All in all a fine Sunday morning. Here is an Action Photo.

Voting in Sakai

Just a review of the way we vote (like Apache) on decisions that need to be made. Vote have two purposes: (a) make a decision and (b) stimulate disucssion on complex issues.
First I will review how I have seen Apache (Pluto in particular) operate.
In Apache only committer votes count.
In practice in Apache – generally the trend is toward forward progress. Working code that does not break stuff is generally allowed to move forward. When a proposal is voted down – usually it means something is “broken” or will break something. Generally when something is shown or discovered to be broken or is a generally bad idea, the proposers don’t even wait for more -1 votes – they simply withdraw the proposal and go back and fix what they have.
In the case where there is one or a small number of -1 votes – there is generally four cases: (1) there is really something wrong that is quickly relaized by the whole goup in short disucssion and the proposal is withdrawn, (2) it turns out to be a misunderstanding or something that a quick discussion resolves and the -1 vote turns to a +1, (3) there is some technical ickiness in the approach – the -1 voter volunteers to quickly help fix the problem in a week or so, or (4) it is an interesting opinion from someone not really in the mainstream and after some examination – it is ignored and things move forward.
In Sakai, this is the rough procedure:
If it comes down to a “count” – the votes that “count” are the folks with long-term commitment to the particular element in question.
In Sakai the “project team” is more than just developers – it includes designers, usability experts, developers, etc. The key is that the counted vote is amongst the people with a history of and plans to continue directly working on the particular part of Sakai that is being discussed.
Any one in the community is very much encouraged to vote and comment and the project team of the element in question are encouraged to listen to and strongly consider the community votes.
Negative votes should include what it would take to make the vote positive.
It is the responsibility of the project lead and project team for the component to evaluate the votes/comments, etc and make the “wise” choice given the discussion.
Summary
We want more votes to happen and more exploratory development to happen in branches with votes before the merge. This gives the community a better chance of catching things that might destabilize the product or cause harm in other ways.
This approach is designed to give project teams a safe way to have discussion about issues and get community input while maintaining the project team’s control over their own destiny.
Without the rule that the project team gets the final say, it tacitly encourages project teams to quietly make their changes in trunk and then we all get surprised at release time.
We have a number of examples in our past history of these “trunk release surprises” – they are not so much fun – because we are faced with the decision “do we keep the flawed stuff we have in trunk – or go way back and lose all the neat new features”.
So to encourage open discussion it is important to remember that people outside the project team do not have veto power with a single negative vote.
Folks who want things done differently should get involved in producing the solutions to problems – not just sending out -1 votes when a vote call is being done.
We have to remember tht project teams often spend weeks or months of work to get something working well enough in a branch to propose a vote. When the work is complete and being voted on – it can be very costly to delay the merge of the work significantly because as time passes the merge becomes harder and harder. So we need to make sure that we have a solid reason to tell a project team to “go back to the drawing board”.
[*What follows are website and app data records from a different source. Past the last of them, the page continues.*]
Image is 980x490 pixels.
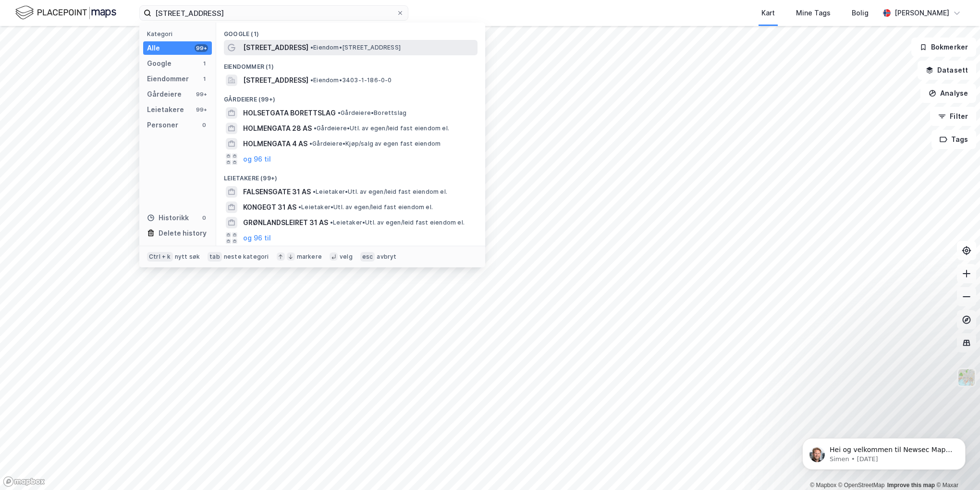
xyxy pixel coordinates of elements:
[195,44,208,52] div: 99+
[3,476,45,487] a: Mapbox homepage
[310,140,440,148] span: Gårdeiere • Kjøp/salg av egen fast eiendom
[310,76,313,84] span: •
[297,253,322,261] div: markere
[243,107,336,119] span: HOLSETGATA BORETTSLAG
[158,227,206,239] div: Delete history
[762,7,775,19] div: Kart
[147,73,189,84] div: Eiendommer
[201,75,208,83] div: 1
[298,204,301,211] span: •
[310,140,313,147] span: •
[147,119,178,131] div: Personer
[887,482,935,489] a: Improve this map
[243,154,271,165] button: og 96 til
[151,6,396,20] input: Søk på adresse, matrikkel, gårdeiere, leietakere eller personer
[911,38,976,56] button: Bokmerker
[208,252,222,261] div: tab
[201,121,208,129] div: 0
[147,252,173,261] div: Ctrl + k
[930,106,976,126] button: Filter
[895,7,949,19] div: [PERSON_NAME]
[839,482,885,489] a: OpenStreetMap
[16,4,116,21] img: logo.f888ab2527a4732fd821a326f86c7f29.svg
[243,201,296,213] span: KONGEGT 31 AS
[314,124,317,131] span: •
[958,369,976,386] img: Z
[330,219,333,226] span: •
[243,232,271,244] button: og 96 til
[243,123,312,134] span: HOLMENGATA 28 AS
[147,89,181,100] div: Gårdeiere
[310,76,392,84] span: Eiendom • 3403-1-186-0-0
[195,106,208,114] div: 99+
[175,253,201,261] div: nytt søk
[147,42,160,54] div: Alle
[243,42,308,54] span: [STREET_ADDRESS]
[216,23,485,40] div: Google (1)
[310,44,400,51] span: Eiendom • [STREET_ADDRESS]
[216,167,485,184] div: Leietakere (99+)
[243,138,308,149] span: HOLMENGATA 4 AS
[224,253,269,261] div: neste kategori
[330,219,465,226] span: Leietaker • Utl. av egen/leid fast eiendom el.
[377,253,396,261] div: avbryt
[216,55,485,73] div: Eiendommer (1)
[313,188,448,196] span: Leietaker • Utl. av egen/leid fast eiendom el.
[338,109,407,117] span: Gårdeiere • Borettslag
[360,252,375,261] div: esc
[314,124,449,132] span: Gårdeiere • Utl. av egen/leid fast eiendom el.
[852,7,869,19] div: Bolig
[921,84,976,103] button: Analyse
[243,186,311,198] span: FALSENSGATE 31 AS
[797,7,831,19] div: Mine Tags
[147,104,184,116] div: Leietakere
[918,61,976,80] button: Datasett
[147,212,189,224] div: Historikk
[298,204,433,211] span: Leietaker • Utl. av egen/leid fast eiendom el.
[216,88,485,105] div: Gårdeiere (99+)
[195,91,208,98] div: 99+
[147,58,171,69] div: Google
[340,253,353,261] div: velg
[310,44,313,51] span: •
[313,188,315,195] span: •
[243,74,308,86] span: [STREET_ADDRESS]
[931,130,976,149] button: Tags
[810,482,837,489] a: Mapbox
[201,214,208,221] div: 0
[147,30,212,38] div: Kategori
[243,217,328,229] span: GRØNLANDSLEIRET 31 AS
[338,109,340,116] span: •
[201,59,208,67] div: 1
[788,418,980,485] iframe: Intercom notifications message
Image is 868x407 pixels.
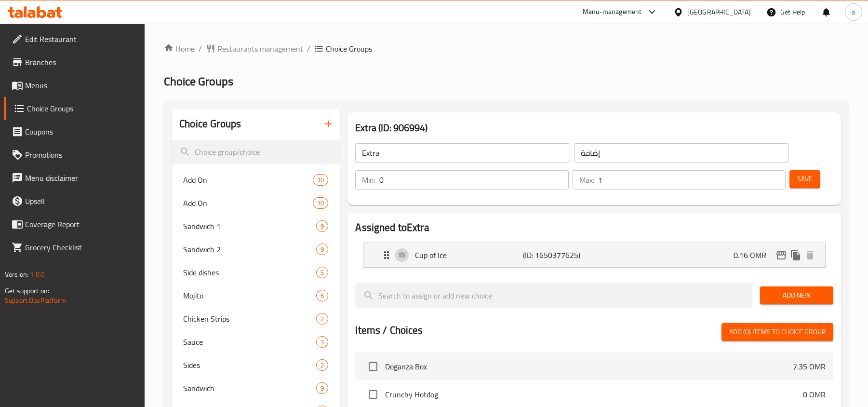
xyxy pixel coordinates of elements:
span: 9 [317,222,328,231]
span: Save [798,173,813,185]
span: 9 [317,384,328,393]
a: Coverage Report [3,213,145,236]
h2: Choice Groups [179,117,241,131]
h2: Assigned to Extra [355,221,833,235]
div: Choices [316,337,328,348]
div: Sandwich9 [172,377,340,400]
div: Add On10 [172,191,340,215]
button: Save [790,170,821,188]
span: 6 [317,291,328,301]
div: [GEOGRAPHIC_DATA] [687,7,752,17]
span: Coverage Report [25,218,137,230]
div: Choices [316,359,328,371]
span: Select choice [363,357,383,377]
div: Expand [363,244,825,267]
span: 5 [317,269,328,277]
a: Restaurants management [206,43,303,55]
div: Choices [316,383,328,394]
div: Add On10 [172,169,340,191]
span: 10 [314,199,328,208]
div: Choices [313,197,328,209]
a: Choice Groups [3,97,145,120]
button: Add New [760,287,833,304]
p: Cup of Ice [415,250,523,261]
li: / [307,43,310,55]
div: Side dishes5 [172,261,340,284]
span: 2 [317,315,328,324]
div: Choices [316,267,328,278]
span: Menu disclaimer [25,172,137,183]
div: Menu-management [583,6,642,18]
input: search [172,140,340,164]
span: Restaurants management [217,43,303,55]
nav: breadcrumb [164,43,849,55]
span: 2 [317,361,328,370]
button: edit [774,248,789,263]
span: Coupons [25,126,137,137]
p: Min: [362,174,375,186]
span: Add New [768,290,826,302]
a: Home [164,43,195,55]
a: Grocery Checklist [3,236,145,259]
p: 0 OMR [804,389,826,401]
div: Choices [316,290,328,302]
span: a [852,7,855,17]
div: Choices [316,313,328,324]
div: Chicken Strips2 [172,307,340,330]
span: Choice Groups [326,43,372,55]
span: Grocery Checklist [25,242,137,253]
span: Add (0) items to choice group [730,326,826,338]
div: Choices [316,221,328,232]
span: Version: [5,269,29,281]
div: Sandwich 19 [172,215,340,238]
div: Sandwich 29 [172,238,340,261]
button: duplicate [789,248,804,263]
div: Sauce3 [172,330,340,354]
p: 7.35 OMR [793,361,826,372]
span: Promotions [25,149,137,161]
button: delete [804,248,818,263]
li: / [199,43,202,55]
a: Edit Restaurant [3,28,145,50]
span: Crunchy Hotdog [385,389,804,401]
span: Choice Groups [164,70,234,92]
div: Sides2 [172,354,340,377]
input: search [355,284,752,308]
a: Menu disclaimer [3,166,145,190]
span: 9 [317,245,328,254]
span: Edit Restaurant [25,33,137,45]
div: Choices [313,174,328,186]
span: Sandwich 2 [183,244,316,256]
a: Menus [3,74,145,97]
span: Upsell [25,196,137,207]
a: Promotions [3,143,145,166]
span: Sandwich 1 [183,221,316,232]
a: Upsell [3,190,145,213]
div: Choices [316,244,328,256]
span: Doganza Box [385,361,793,372]
p: Max: [580,174,594,186]
span: 10 [314,176,328,185]
div: Mojito6 [172,284,340,307]
span: 1.0.0 [30,269,45,281]
a: Support.OpsPlatform [5,295,66,307]
h2: Items / Choices [355,324,423,337]
span: Sides [183,359,316,371]
span: Sandwich [183,383,316,394]
span: Mojito [183,290,316,302]
h3: Extra (ID: 906994) [355,120,833,136]
li: Expand [355,239,833,271]
a: Coupons [3,120,145,143]
span: Add On [183,197,313,209]
span: 3 [317,337,328,347]
span: Chicken Strips [183,313,316,324]
span: Get support on: [5,284,50,297]
span: Branches [25,57,137,68]
p: 0.16 OMR [734,250,774,261]
button: Add (0) items to choice group [722,324,833,341]
span: Sauce [183,337,316,348]
span: Side dishes [183,267,316,278]
p: (ID: 1650377625) [523,250,595,261]
a: Branches [3,50,145,74]
span: Add On [183,174,313,186]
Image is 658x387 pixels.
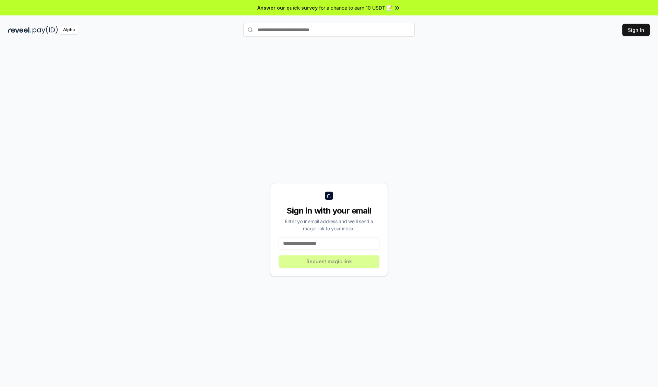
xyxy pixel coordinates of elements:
img: reveel_dark [8,26,31,34]
div: Alpha [59,26,78,34]
span: for a chance to earn 10 USDT 📝 [319,4,392,11]
img: logo_small [325,191,333,200]
div: Enter your email address and we’ll send a magic link to your inbox. [278,217,379,232]
span: Answer our quick survey [257,4,318,11]
button: Sign In [622,24,649,36]
img: pay_id [33,26,58,34]
div: Sign in with your email [278,205,379,216]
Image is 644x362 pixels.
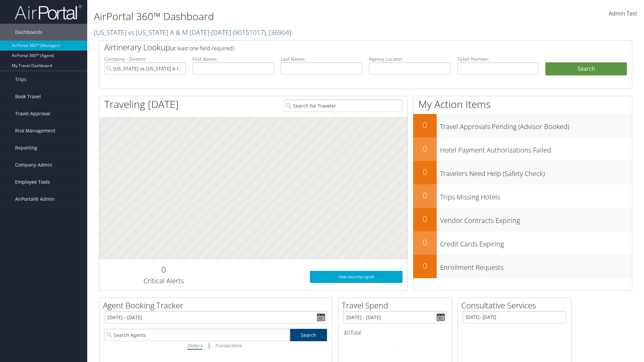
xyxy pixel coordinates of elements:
[15,122,55,139] span: Risk Management
[233,28,266,37] span: ( 90151017 )
[15,71,26,88] span: Trips
[105,264,223,275] h2: 0
[15,140,37,156] span: Reporting
[440,212,632,225] h3: Vendor Contracts Expiring
[103,300,332,311] h2: Agent Booking Tracker
[457,55,538,62] label: Ticket Number:
[413,231,632,255] a: 0Credit Cards Expiring
[105,55,186,62] label: Company - Division:
[609,3,637,24] a: Admin Test
[413,237,436,248] h2: 0
[310,271,402,283] a: View SecurityLogic®
[105,276,223,286] h3: Critical Alerts
[187,342,202,349] i: Dollars
[413,213,436,225] h2: 0
[440,236,632,249] h3: Credit Cards Expiring
[609,10,637,17] span: Admin Test
[15,88,41,105] span: Book Travel
[15,4,82,20] img: airportal-logo.png
[94,28,291,37] a: [US_STATE] vs [US_STATE] A & M [DATE]-[DATE]
[440,165,632,178] h3: Travelers Need Help (Safety Check)
[440,189,632,202] h3: Trips Missing Hotels
[440,119,632,131] h3: Travel Approvals Pending (Advisor Booked)
[15,174,50,191] span: Employee Tools
[94,9,456,23] h1: AirPortal 360™ Dashboard
[170,45,234,52] span: (at least one field required)
[413,161,632,184] a: 0Travelers Need Help (Safety Check)
[413,138,632,161] a: 0Hotel Payment Authorizations Failed
[440,259,632,272] h3: Enrollment Requests
[15,156,53,173] span: Company Admin
[413,190,436,201] h2: 0
[413,97,632,111] h1: My Action Items
[105,341,327,350] div: |
[545,62,627,76] button: Search
[281,55,362,62] label: Last Name:
[266,28,291,37] span: , [ 36904 ]
[284,100,402,112] input: Search for Traveler
[105,97,179,111] h1: Traveling [DATE]
[369,55,450,62] label: Agency Locator:
[440,142,632,155] h3: Hotel Payment Authorizations Failed
[15,105,51,122] span: Travel Approval
[193,55,274,62] label: First Name:
[343,329,349,336] span: $0
[215,342,241,349] i: Transactions
[105,42,583,53] h2: Airtinerary Lookup
[413,208,632,231] a: 0Vendor Contracts Expiring
[413,114,632,138] a: 0Travel Approvals Pending (Advisor Booked)
[461,300,571,311] h2: Consultative Services
[15,191,54,207] span: AirPortal® Admin
[413,119,436,131] h2: 0
[15,24,42,41] span: Dashboards
[413,184,632,208] a: 0Trips Missing Hotels
[105,329,290,341] input: Search Agents
[342,300,452,311] h2: Travel Spend
[413,260,436,271] h2: 0
[413,255,632,278] a: 0Enrollment Requests
[290,329,327,341] a: Search
[413,166,436,178] h2: 0
[413,143,436,154] h2: 0
[343,329,447,336] h6: Total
New BootStrap Script for Sakai and Maven 2

I have produced a new script for us folks fearful of Maven 2 and/or with a poor memory.
This is a bootstrap script. It only requires Unix (preferably Mac OS/X), Java and SVN – it does everything else including:
– Installing the right version of Maven
– Installing and setting up the right version of Tomcat
– Putting the demo sakai.properties into Tomcat
– Setting things like MAVEN_OPTS and JAVA_OPTS
– Telling you what to do to your .bash_login file to make live easier
– Wiping out the sakai bit of your Maven 2 repository to insure a clean slate
– Checking out the Sakai trunk (tags can be specified with a parameter)
– Compiling the Sakai trunk with Maven 2
– Deploying Sakai to the nice fresh tomcat
– Then it even starts the Tomcat
All with the fresh, new hip Maven 2.

Continue reading

Maven 2 Notes

Upgrade to Maven 2.0.6 because I had 2.0.3
http://bugs.sakaiproject.org/confluence/display/ENC/Using+Maven+2
<settings xmlns=”http://maven.apache.org/POM/4.0.0″
xmlns:xsi=”http://www.w3.org/2001/XMLSchema-instance”
xsi:schemaLocation=”http://maven.apache.org/POM/4.0.0 http://maven.apache.org/xsd/settings-1.0.0.xsd”>
<pluginGroups>
<pluginGroup>org.apache.pluto</pluginGroup>
</pluginGroups>
<profiles>
<profile>
<id>sakai</id>
<properties>
<maven.tomcat.home>/Users/csev/dev/apache-tomcat-5.5.20/</maven.tomcat.home>
<maven.test.skip>true</maven.test.skip>
</properties>
</profile>
</profiles>
<activeProfiles>
<activeProfile>sakai</activeProfile>
</activeProfiles>
</settings>
mvn clean
mvn install
mvn sakai:deploy

IMS Meeting – Seattle Karaoke Notes

Looking for karaoke Box close to Redmond WA – the closest were about 15 miles away.
Confirmed:
9PM Wednesday
Venus Karaoke
#102 – 601 S. King Street
Seattle, WA 98104
(206) 264-1779
Notes:
This is a 20 minute drive to the south side of Seattle downtown – pretty simple and direct drive from Redmond.
No Liquor license – BYOB – Need a Washington Personal Liquor Permit – whatever that is.
Potentials:
Karaoke Box
140 University Wa N.E.
Seattle, WA 98105
(206) 632-9260
I called this Karaoke Box at 11PM – no answer – not a good sign.
I have not yet called this MARS yet.
MARS INTERNET/KARAOKE BOX
18230 E Valley Hwy
Kent, WA 98032
425-291-9777
This is north of Redmond WA – looks like a less
convienent drive.
Karaoke Club is closer to Redmond.
It is important to know which nights these folks do Karaoke – a phone call is required
Maple Leaf Chinese Restaurant
707 148th Ave NE
Bellevue, WA
98007-4710
Phone: (425) 747-8700
2.2 Miles South of Microsoft
They have a karaoke bar, which has also been deserted every time we’ve been –
maybe they do some major business on the weekends and that’s why they can afford to have an empty dining room most evenings?
Seoul Olympic Korean Restaurant
(425) 455-9305
1200 112th Ave Ne
Bellevue, Washington 98004
5 Miles South of Microsoft
Shi-lin Cuisine of China
15932 NE 8TH St
Bellevue, WA
98008-3908
Phone: (425) 644-1010
2 miles south of Microsoft

Testing Pluto 1.1.4 QA

I tried to re-compile Sakai with Pluto 1.1.4 and apparently an API changed:
/Users/csev/dev/sakai/portal/portal-render-impl/impl/src/java/org/sakaiproject/portal/render/portlet/services/SakaiPortalCallbackService.java:128: org.sakaiproject.portal.render.portlet.services.SakaiPortalCallbackService.SakaiPortletURLProvider is not abstract and does not override abstract method isSecureSupported() in org.apache.pluto.spi.PortletURLProvider
class SakaiPortletURLProvider implements PortletURLProvider
Probably no big deal – just part of the Pluto QA.